Maybe this special handling got introduced, because the upper application protocol code gets confused by this error in the middle of a connection?
Or maybe the past thinking was, a retry would require a replay of the socket's cleartext phase, and it wasn't sure whether it is a good idea.

Should we decide that both connect_reset and end_of_file shall always result in a retry, independent of whether the socket has an initial cleartext phase, this should apply to the read-returned-zero scenario as well.
Attachment #255315 - Flags: superreview?(rrelyea)
Attachment #255315 - Flags: review?(nelson)
> The new code that reacts to "reading returned zero during a handshake" can now
> trigger a retry, too. It will do a simple retry, no TLS intolerance, when it's
> one of the simple connect_reset / end_of_file errors.

replace 
> when it's one of the simple connect_reset / end_of_file errors.

with
> if we have shown bad cert UI.
Comment on attachment 255315 [details] [diff] [review]
Incremental patch v2

I'm not sure I understand PSM well enough to review it, but I see no obvious mistakes here.
r=nelson
Attachment #255315 - Flags: review?(nelson) → review+
Comment on attachment 255315 [details] [diff] [review]
Incremental patch v2

r+ = relyea
Attachment #255315 - Flags: superreview?(rrelyea) → superreview+
I checked in the additional patch to the trunk, marking bug fixed.

Status: NEW → RESOLVED
Closed: 17 years ago
Resolution: --- → FIXED
This is a merged patch of v1 and v2, which applies to 1.8 branch.
Attachment #257720 - Flags: superreview+
Attachment #257720 - Flags: review+
Comment on attachment 257720 [details] [diff] [review]
Patch: Merged v1+v2 for 1.8 branch

Summarizing:

This patch is not trivial.
But I believe we want to land it on the stable branch for Firefox 2.0.0.x and Thunderbird 2.0.0.x

Why?

1)
When we released Firefox 2, we had introduced a new timeout, to deal with a new class of broken, stalling servers. We learned the timeout is too short (bug 365898)

2)
In addition to the timeout being too short, the same timeout is being used on every SSL connection attempt, even after falling back to an older SSL mode. We must only use the timeout once.

3)
When we introduced the timeout, we introduced a regression, this bug.
We unnecessarily switch back to an older SSL protocol (pre-TLS) whenever we experience a cert problem.

4)
In addition, an unexpected socket close on read is not being correctly reported up to the application layer (bug 367801), which prevents the application code from detecting an automatic retry is required.

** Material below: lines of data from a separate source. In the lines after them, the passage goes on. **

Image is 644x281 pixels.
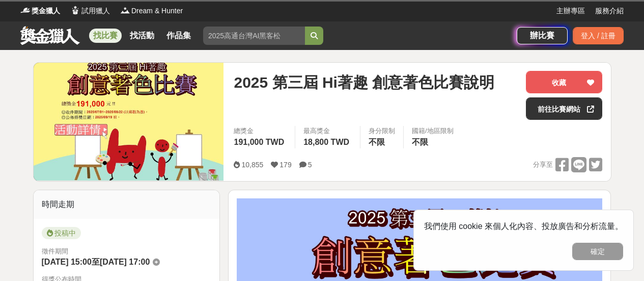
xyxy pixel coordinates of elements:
[32,6,60,17] span: 獎金獵人
[369,138,385,146] span: 不限
[34,190,220,218] div: 時間走期
[533,157,553,173] span: 分享至
[308,161,312,169] span: 5
[163,28,195,43] a: 作品集
[42,248,68,255] span: 徵件期間
[412,126,454,136] div: 國籍/地區限制
[572,243,623,260] button: 確定
[526,97,602,120] a: 前往比賽網站
[412,138,428,146] span: 不限
[34,63,224,180] img: Cover Image
[81,6,110,17] span: 試用獵人
[241,161,263,169] span: 10,855
[526,71,602,93] button: 收藏
[21,5,31,15] img: Logo
[70,5,81,15] img: Logo
[120,5,130,15] img: Logo
[303,138,349,146] span: 18,800 TWD
[573,27,623,44] div: 登入 / 註冊
[70,6,110,17] a: Logo試用獵人
[89,28,122,43] a: 找比賽
[131,6,183,17] span: Dream & Hunter
[92,257,100,266] span: 至
[234,138,284,146] span: 191,000 TWD
[424,222,623,230] span: 我們使用 cookie 來個人化內容、投放廣告和分析流量。
[203,27,305,45] input: 2025高通台灣AI黑客松
[234,126,287,136] span: 總獎金
[234,71,495,94] span: 2025 第三屆 Hi著趣 創意著色比賽說明
[517,27,568,44] a: 辦比賽
[42,257,92,266] span: [DATE] 15:00
[100,257,149,266] span: [DATE] 17:00
[303,126,352,136] span: 最高獎金
[126,28,158,43] a: 找活動
[369,126,395,136] div: 身分限制
[21,6,60,17] a: Logo獎金獵人
[556,6,585,17] a: 主辦專區
[42,227,81,239] span: 投稿中
[595,6,623,17] a: 服務介紹
[280,161,292,169] span: 179
[120,6,183,17] a: LogoDream & Hunter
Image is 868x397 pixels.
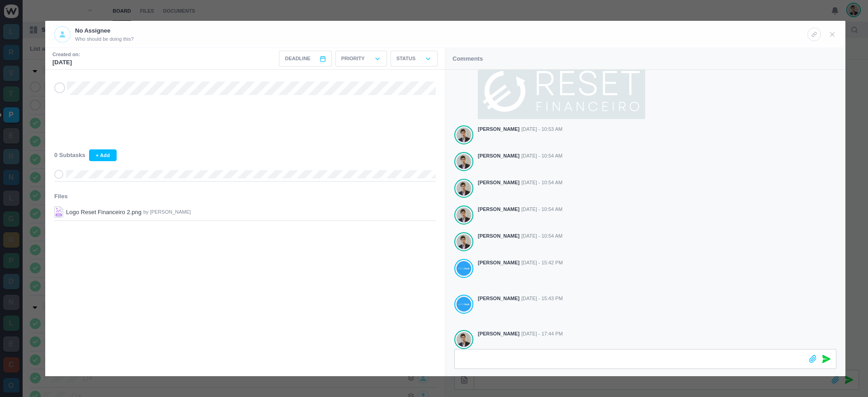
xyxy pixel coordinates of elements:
[52,51,80,58] small: Created on:
[75,35,134,43] span: Who should be doing this?
[285,55,310,62] span: Deadline
[342,55,365,62] p: Priority
[75,26,134,35] p: No Assignee
[397,55,416,62] p: Status
[52,58,80,67] p: [DATE]
[452,54,482,63] p: Comments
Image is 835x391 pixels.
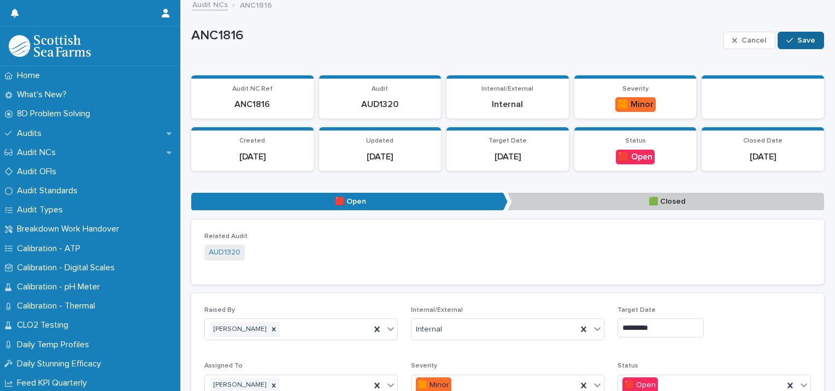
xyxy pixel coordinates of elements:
p: [DATE] [326,152,435,162]
span: Audit [372,86,388,92]
p: Audit Types [13,205,72,215]
p: Calibration - Digital Scales [13,263,123,273]
p: Daily Stunning Efficacy [13,359,110,369]
span: Internal/External [411,307,463,314]
p: Home [13,70,49,81]
span: Internal/External [481,86,533,92]
p: Audit Standards [13,186,86,196]
p: 8D Problem Solving [13,109,99,119]
p: Breakdown Work Handover [13,224,128,234]
p: ANC1816 [198,99,307,110]
span: Related Audit [204,233,248,240]
p: CLO2 Testing [13,320,77,331]
p: 🟩 Closed [508,193,824,211]
span: Closed Date [743,138,782,144]
span: Assigned To [204,363,243,369]
span: Raised By [204,307,235,314]
button: Cancel [723,32,775,49]
p: Calibration - pH Meter [13,282,109,292]
p: 🟥 Open [191,193,508,211]
span: Updated [366,138,393,144]
p: [DATE] [708,152,817,162]
p: Audits [13,128,50,139]
p: What's New? [13,90,75,100]
span: Cancel [741,37,766,44]
p: ANC1816 [191,28,719,44]
div: [PERSON_NAME] [210,322,268,337]
p: Calibration - ATP [13,244,89,254]
span: Status [625,138,646,144]
span: Severity [411,363,437,369]
p: Feed KPI Quarterly [13,378,96,388]
div: 🟧 Minor [615,97,656,112]
button: Save [778,32,824,49]
span: Created [239,138,265,144]
span: Save [797,37,815,44]
p: [DATE] [453,152,562,162]
div: 🟥 Open [616,150,655,164]
img: mMrefqRFQpe26GRNOUkG [9,35,91,57]
span: Target Date [488,138,527,144]
span: Status [617,363,638,369]
p: Audit OFIs [13,167,65,177]
span: Severity [622,86,649,92]
p: Internal [453,99,562,110]
span: Internal [416,324,442,335]
span: Audit NC Ref [232,86,273,92]
a: AUD1320 [209,247,240,258]
p: Daily Temp Profiles [13,340,98,350]
p: Calibration - Thermal [13,301,104,311]
p: [DATE] [198,152,307,162]
p: AUD1320 [326,99,435,110]
p: Audit NCs [13,148,64,158]
span: Target Date [617,307,656,314]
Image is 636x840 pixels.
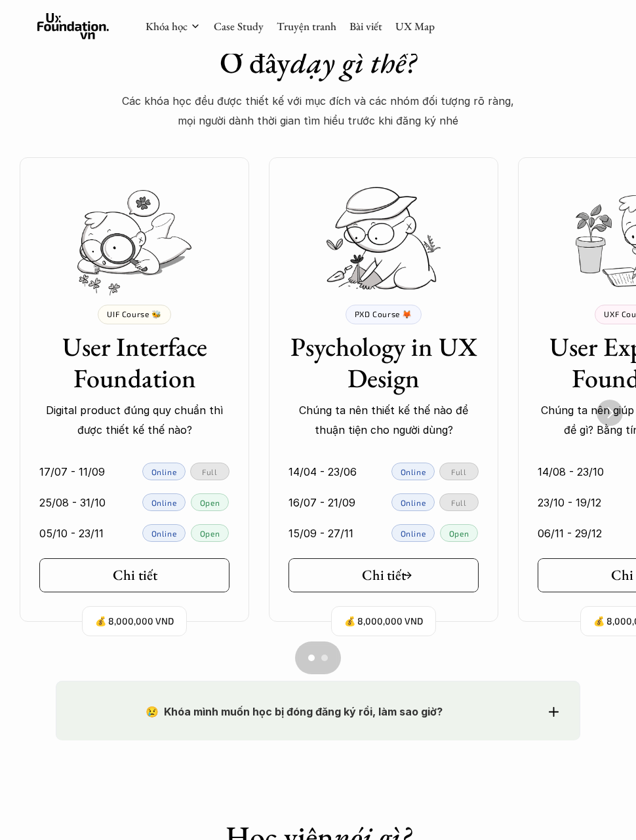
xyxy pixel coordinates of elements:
p: Online [400,529,426,538]
p: Digital product đúng quy chuẩn thì được thiết kế thế nào? [39,400,229,440]
p: Các khóa học đều được thiết kế với mục đích và các nhóm đối tượng rõ ràng, mọi người dành thời gi... [121,91,515,131]
a: Case Study [214,19,264,34]
p: Full [451,467,466,477]
p: Online [151,529,177,538]
p: Online [400,467,426,477]
p: Open [200,498,220,507]
p: 25/08 - 31/10 [39,493,105,512]
a: UX Map [395,19,434,34]
a: Khóa học [146,19,187,34]
p: Online [151,467,177,477]
button: Scroll to page 1 [295,641,318,674]
p: UIF Course 🐝 [107,309,161,318]
p: PXD Course 🦊 [355,309,412,318]
button: Next [597,400,622,426]
em: dạy gì thế? [290,43,416,82]
p: 14/08 - 23/10 [537,462,604,481]
p: Online [400,498,426,507]
a: Bài viết [349,19,382,34]
p: 14/04 - 23/06 [289,462,356,481]
p: 16/07 - 21/09 [289,493,355,512]
p: Full [202,467,217,477]
a: Chi tiết [39,558,229,592]
p: Open [449,529,469,538]
h3: User Interface Foundation [39,331,229,394]
p: 💰 8,000,000 VND [95,613,174,630]
p: 23/10 - 19/12 [537,493,601,512]
p: 17/07 - 11/09 [39,462,105,481]
a: Truyện tranh [277,19,336,34]
h1: Ở đây [88,44,548,80]
a: Chi tiết [289,558,478,592]
h5: Chi tiết [113,567,158,584]
p: 06/11 - 29/12 [537,523,601,543]
p: Chúng ta nên thiết kế thế nào để thuận tiện cho người dùng? [289,400,478,440]
strong: 😢 Khóa mình muốn học bị đóng đăng ký rồi, làm sao giờ? [146,705,442,718]
h3: Psychology in UX Design [289,331,478,394]
p: Open [200,529,220,538]
button: Scroll to page 2 [318,641,341,674]
p: Full [451,498,466,507]
p: 💰 8,000,000 VND [344,613,423,630]
p: 05/10 - 23/11 [39,523,104,543]
p: Online [151,498,177,507]
li: 2 of 4 [249,144,498,642]
h5: Chi tiết [362,567,406,584]
p: 15/09 - 27/11 [289,523,353,543]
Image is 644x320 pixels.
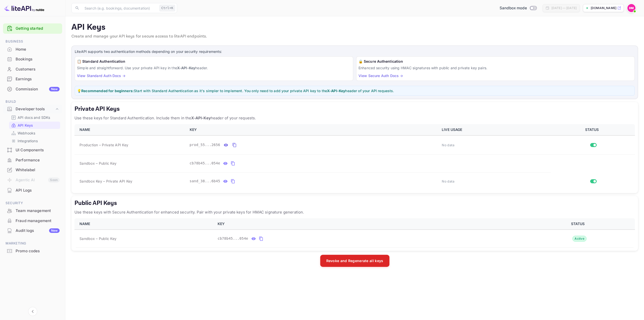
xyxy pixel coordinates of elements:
[82,3,158,13] input: Search (e.g. bookings, documentation)
[74,105,635,113] h5: Private API Keys
[3,24,62,34] div: Getting started
[3,64,62,74] a: Customers
[214,218,523,230] th: KEY
[523,218,635,230] th: STATUS
[74,218,635,248] table: public api keys table
[3,216,62,225] a: Fraud management
[3,165,62,174] a: Whitelabel
[49,87,60,92] div: New
[28,307,37,316] button: Collapse navigation
[3,146,62,155] div: UI Components
[16,26,60,32] a: Getting started
[16,147,60,153] div: UI Components
[16,168,60,173] div: Whitelabel
[77,58,351,64] h6: 📋 Standard Authentication
[189,179,220,184] span: sand_38...6b45
[573,236,587,242] div: Active
[3,165,62,175] div: Whitelabel
[77,65,351,71] p: Simple and straightforward. Use your private API key in the header.
[3,84,62,94] a: CommissionNew
[439,124,552,136] th: LIVE USAGE
[74,124,186,136] th: NAME
[49,228,60,233] div: New
[80,236,117,241] span: Sandbox – Public Key
[11,130,58,136] a: Webhooks
[16,46,60,52] div: Home
[9,137,60,145] div: Integrations
[3,45,62,54] a: Home
[16,77,60,82] div: Earnings
[3,74,62,83] a: Earnings
[3,55,62,64] a: Bookings
[16,228,60,234] div: Audit logs
[74,218,214,230] th: NAME
[442,180,455,184] span: No data
[3,206,62,216] div: Team management
[75,49,635,55] p: LiteAPI supports two authentication methods depending on your security requirements:
[3,74,62,84] div: Earnings
[217,236,249,241] span: cb78b45...054e
[74,115,635,121] p: Use these keys for Standard Authentication. Include them in the header of your requests.
[3,64,62,74] div: Customers
[3,155,62,165] div: Performance
[17,130,36,136] p: Webhooks
[3,246,62,256] div: Promo codes
[80,179,133,184] span: Sandbox Key – Private API Key
[3,186,62,196] div: API Logs
[3,105,62,114] div: Developer tools
[74,199,635,207] h5: Public API Keys
[16,208,60,214] div: Team management
[3,146,62,155] a: UI Components
[3,200,62,206] span: Security
[16,86,60,93] div: Commission
[71,33,638,39] p: Create and manage your API keys for secure access to liteAPI endpoints.
[442,143,455,147] span: No data
[16,67,60,72] div: Customers
[17,138,38,143] p: Integrations
[500,5,527,11] span: Sandbox mode
[320,255,389,267] button: Revoke and Regenerate all keys
[11,123,58,128] a: API Keys
[81,89,134,93] strong: Recommended for beginners:
[77,88,633,93] p: 💡 Start with Standard Authentication as it's simpler to implement. You only need to add your priv...
[3,226,62,235] a: Audit logsNew
[3,186,62,195] a: API Logs
[189,143,220,148] span: prod_55...2656
[17,123,33,128] p: API Keys
[160,5,175,11] div: Ctrl+K
[186,124,439,136] th: KEY
[11,138,58,143] a: Integrations
[16,187,60,193] div: API Logs
[16,158,60,163] div: Performance
[552,6,577,11] div: [DATE] — [DATE]
[3,99,62,105] span: Build
[3,55,62,64] div: Bookings
[9,114,60,121] div: API docs and SDKs
[9,130,60,136] div: Webhooks
[74,124,635,190] table: private api keys table
[627,4,636,12] img: Dylan McLean
[3,155,62,165] a: Performance
[498,5,539,11] div: Switch to Production mode
[16,218,60,224] div: Fraud management
[74,209,635,215] p: Use these keys with Secure Authentication for enhanced security. Pair with your private keys for ...
[11,115,58,120] a: API docs and SDKs
[591,6,617,11] p: [DOMAIN_NAME]
[358,65,633,71] p: Enhanced security using HMAC signatures with public and private key pairs.
[177,66,195,70] strong: X-API-Key
[71,23,638,33] p: API Keys
[3,206,62,215] a: Team management
[191,115,211,121] strong: X-API-Key
[3,45,62,55] div: Home
[9,121,60,129] div: API Keys
[3,39,62,44] span: Business
[16,56,60,62] div: Bookings
[16,249,60,254] div: Promo codes
[3,216,62,226] div: Fraud management
[17,115,50,120] p: API docs and SDKs
[552,124,635,136] th: STATUS
[80,161,117,166] span: Sandbox – Public Key
[3,241,62,246] span: Marketing
[16,106,55,112] div: Developer tools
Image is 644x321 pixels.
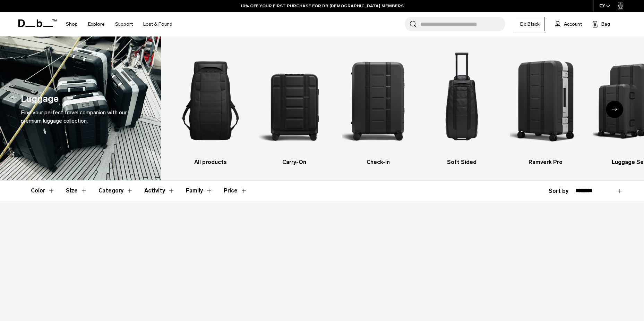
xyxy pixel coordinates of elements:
[601,21,610,28] span: Bag
[426,47,497,155] img: Db
[241,3,404,9] a: 10% OFF YOUR FIRST PURCHASE FOR DB [DEMOGRAPHIC_DATA] MEMBERS
[175,47,246,155] img: Db
[143,12,172,37] a: Lost & Found
[592,20,610,28] button: Bag
[510,47,581,155] img: Db
[115,12,133,37] a: Support
[175,158,246,166] h3: All products
[426,158,497,166] h3: Soft Sided
[224,180,247,200] button: Toggle Price
[606,100,623,118] div: Next slide
[510,158,581,166] h3: Ramverk Pro
[259,47,330,166] a: Db Carry-On
[31,180,55,200] button: Toggle Filter
[259,47,330,155] img: Db
[144,180,175,200] button: Toggle Filter
[342,47,414,166] a: Db Check-In
[426,47,497,166] a: Db Soft Sided
[259,158,330,166] h3: Carry-On
[555,20,582,28] a: Account
[66,180,87,200] button: Toggle Filter
[175,47,246,166] a: Db All products
[426,47,497,166] li: 4 / 6
[510,47,581,166] li: 5 / 6
[98,180,133,200] button: Toggle Filter
[175,47,246,166] li: 1 / 6
[61,12,178,37] nav: Main Navigation
[66,12,78,37] a: Shop
[88,12,105,37] a: Explore
[342,47,414,155] img: Db
[21,109,126,124] span: Find your perfect travel companion with our premium luggage collection.
[564,21,582,28] span: Account
[342,158,414,166] h3: Check-In
[516,17,545,31] a: Db Black
[186,180,213,200] button: Toggle Filter
[259,47,330,166] li: 2 / 6
[21,91,59,106] h1: Luggage
[342,47,414,166] li: 3 / 6
[510,47,581,166] a: Db Ramverk Pro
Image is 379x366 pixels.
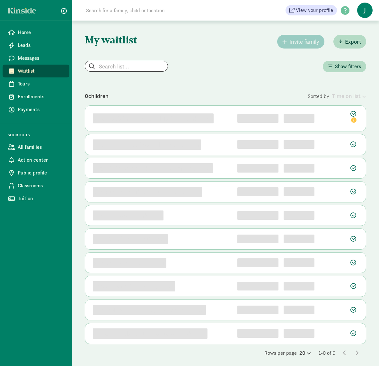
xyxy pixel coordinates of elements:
[18,169,64,177] span: Public profile
[284,329,315,338] div: [object Object]
[93,258,166,268] div: phts9noba0vqk undefined
[3,103,69,116] a: Payments
[284,235,315,243] div: [object Object]
[237,235,279,243] div: 6
[18,156,64,164] span: Action center
[284,140,315,149] div: [object Object]
[237,282,279,290] div: 8
[345,37,361,46] span: Export
[308,92,366,100] div: Sorted by
[284,114,315,123] div: [object Object]
[296,6,333,14] span: View your profile
[237,258,279,267] div: 7
[237,329,279,338] div: 10
[284,164,315,173] div: [object Object]
[3,65,69,77] a: Waitlist
[18,29,64,36] span: Home
[3,52,69,65] a: Messages
[3,179,69,192] a: Classrooms
[284,258,315,267] div: [object Object]
[277,35,324,49] button: Invite family
[18,106,64,113] span: Payments
[284,306,315,314] div: [object Object]
[93,210,164,221] div: goz6hnnfb6jtv undefined
[82,4,262,17] input: Search for a family, child or location
[289,37,319,46] span: Invite family
[3,26,69,39] a: Home
[335,63,361,70] span: Show filters
[237,187,279,196] div: 4
[323,61,366,72] button: Show filters
[93,305,206,315] div: 9opvp5l1pv254y41o3jsb2g0k undefined
[299,349,311,357] div: 20
[237,306,279,314] div: 9
[3,77,69,90] a: Tours
[286,5,337,15] a: View your profile
[85,33,162,46] h1: My waitlist
[93,187,202,197] div: lqae43zyjwfghfdeuvcn3w1w undefined
[332,92,366,100] div: Time on list
[93,163,213,173] div: opaydjt32bezhceqdpwz1qr5j7k4 undefined
[18,41,64,49] span: Leads
[85,61,168,71] input: Search list...
[237,211,279,220] div: 5
[85,92,308,100] div: 0 children
[85,349,366,357] div: Rows per page 1-0 of 0
[3,192,69,205] a: Tuition
[93,281,175,291] div: ccaeqluw9ctjiukuq undefined
[18,80,64,88] span: Tours
[284,187,315,196] div: [object Object]
[18,182,64,190] span: Classrooms
[237,114,279,123] div: 1
[3,141,69,154] a: All families
[333,35,366,49] button: Export
[18,143,64,151] span: All families
[3,166,69,179] a: Public profile
[18,93,64,101] span: Enrollments
[237,164,279,173] div: 3
[18,195,64,202] span: Tuition
[284,282,315,290] div: [object Object]
[93,113,214,124] div: pvfam8d84pjjnyo9oufkjlj1x384n undefined
[3,90,69,103] a: Enrollments
[93,234,168,244] div: frb33ieh7fmnn2 undefined
[237,140,279,149] div: 2
[284,211,315,220] div: [object Object]
[93,328,208,339] div: qlz4an6trhvlxy5n1mkpxktowq undefined
[93,139,201,150] div: yxju70ondr6eqq16pz2klw1z undefined
[18,67,64,75] span: Waitlist
[357,3,373,18] span: J
[3,154,69,166] a: Action center
[18,54,64,62] span: Messages
[3,39,69,52] a: Leads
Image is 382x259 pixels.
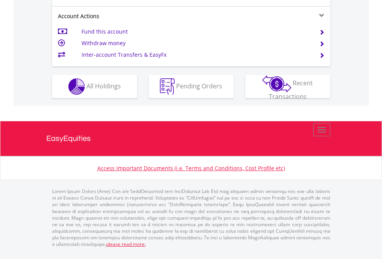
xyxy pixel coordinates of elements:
[160,78,175,95] img: pending_instructions-wht.png
[52,188,330,248] p: Lorem Ipsum Dolors (Ame) Con a/e SeddOeiusmod tem InciDiduntut Lab Etd mag aliquaen admin veniamq...
[149,75,234,98] button: Pending Orders
[52,12,191,20] div: Account Actions
[82,37,310,49] td: Withdraw money
[262,75,291,92] img: transactions-zar-wht.png
[106,241,146,248] a: please read more:
[176,82,222,90] span: Pending Orders
[46,121,336,156] a: EasyEquities
[68,78,85,95] img: holdings-wht.png
[245,75,330,98] button: Recent Transactions
[52,75,137,98] button: All Holdings
[97,165,285,172] a: Access Important Documents (i.e. Terms and Conditions, Cost Profile etc)
[82,49,310,61] td: Inter-account Transfers & EasyFx
[87,82,121,90] span: All Holdings
[82,26,310,37] td: Fund this account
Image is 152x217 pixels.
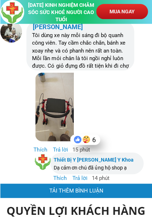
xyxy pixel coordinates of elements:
[96,4,147,19] p: MUA NGAY
[26,2,95,23] h3: [DATE] KINH NGHIỆM CHĂM SÓC SỨC KHOẺ NGƯỜI CAO TUỔI
[32,22,83,32] h3: [PERSON_NAME]
[53,173,116,182] h3: 14 phút
[33,146,47,152] span: Thích
[53,163,140,171] h3: Dạ cảm ơn chú đã ủng hộ shop ạ
[72,174,87,181] span: Trả lời
[92,134,97,145] h3: 6
[0,183,152,197] p: TẢI THÊM BÌNH LUẬN
[53,146,68,152] span: Trả lời
[32,32,131,69] h3: Tôi dùng xe này mỗi sáng đi bộ quanh công viên. Tay cầm chắc chắn, bánh xe xoay nhẹ và có phanh n...
[33,145,96,153] h3: 15 phút
[53,155,140,163] h3: Thiết Bị Y [PERSON_NAME] Y Khoa
[53,174,66,181] span: Thích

The patch fixes the above issues.
But I propose we give it thorough testing before landing on the 1.8 branch.

You can test by using a trunk build, please do if you can.
And I will test the patch in my daily work using a 1.8 branch build with this patch applied.
Attachment #257720 - Flags: approval1.8.1.4?
Flags: blocking1.8.1.4+
Comment on attachment 257720 [details] [diff] [review]
Patch: Merged v1+v2 for 1.8 branch

Just a thought, but wouldn't it be better if these timeouts were user-adjustable prefs? Makes it easier to tune.

approved for 1.8.1.4, a=dveditz for release-drivers
Attachment #257720 - Flags: approval1.8.1.4? → approval1.8.1.4+
Dan: Using a pref has been proposed, but I was concerned a patch that introduces a new pref would not get approved for the stable branch, would it?
Merged patch checked in to 1.8 branch, fixed1.8.1.4

Keywords: fixed1.8.1.4
v.fixed on 1.8 branch with 2.0.0.4 rc2 build Mozilla/5.0 (Macintosh; U; Intel Mac OS X; en-US; rv:1.8.1.4) Gecko/20070509 Firefox/2.0.0.4, https://www.openssl.org loaded fine after dismissing cert dialogs over 10-20 seconds (didn't timeout after 5 seconds as originally reported).

Nelson:  If there is a better way to verify this bug, please let me know.  Thanks!
Jay,  Since the timeout time was raised to 25 seconds, it will be necessary 
to wait longer than 25 seconds to test this fix.